Most of us just want to hang out with our kids and get some decent food – food that won’t make us barf.

Dr. Douglas Powell is a former professor of food safety who shops, cooks and ferments from his home in Brisbane, Australia.

Everybody says they’re in favor of food safety, but who wants to pay for it

Barry Wilson has been writing about agriculture in Canada for Western Producer magazine as long as I’ve been around.

consumer.foodsafe.supermarketAnd he usually gets it right.

Wilson writes that many consumers say what they know they should say or what they believe their ethics dictate when it comes to food and food safety.

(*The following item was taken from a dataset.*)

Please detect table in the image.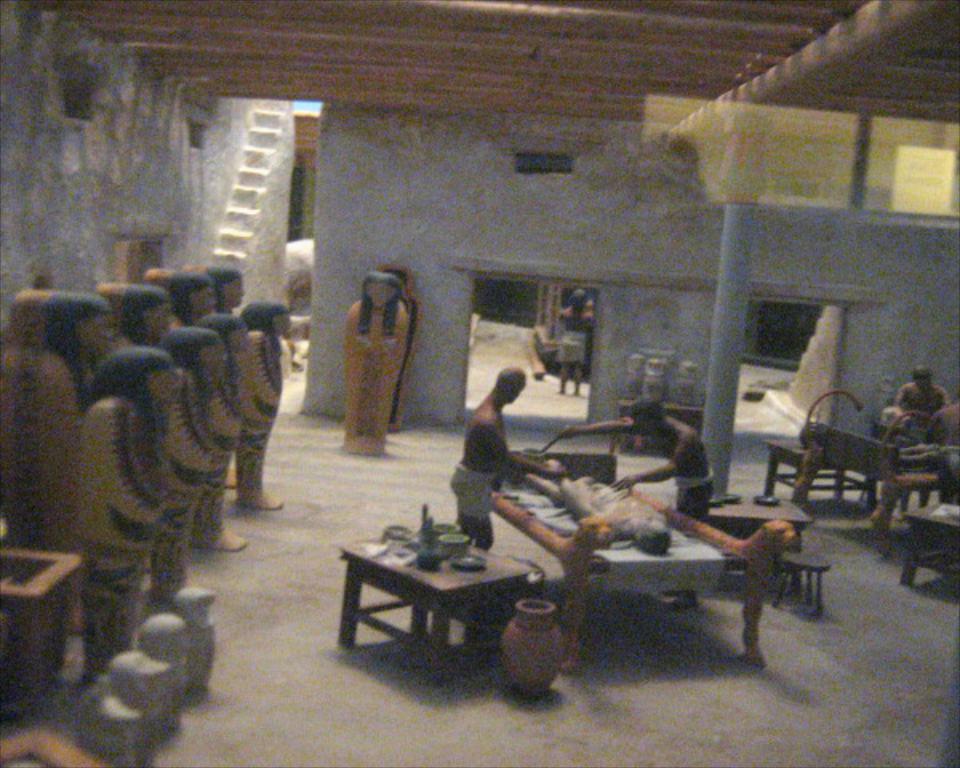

Then they head to the bargain bins or the box stores where they can get the best prices.

All the evidence points to most consumers saying one thing and doing another – supporting all the good things about Canadian food production in theory, but then heading to the cheap ice cream, the imported tomatoes or apples, the meat from wherever.

For farmers, this is an old problem.

Society wants more but refuses to pay more.

Consumers and customers of Canadian food production insist on safe, ecologically responsible production but generally aren’t prepared to pay more for it and consider it simply the cost of doing business.

The vast majority of food producers want to do the right thing for ethical and market reasons but often can’t afford the additional cost.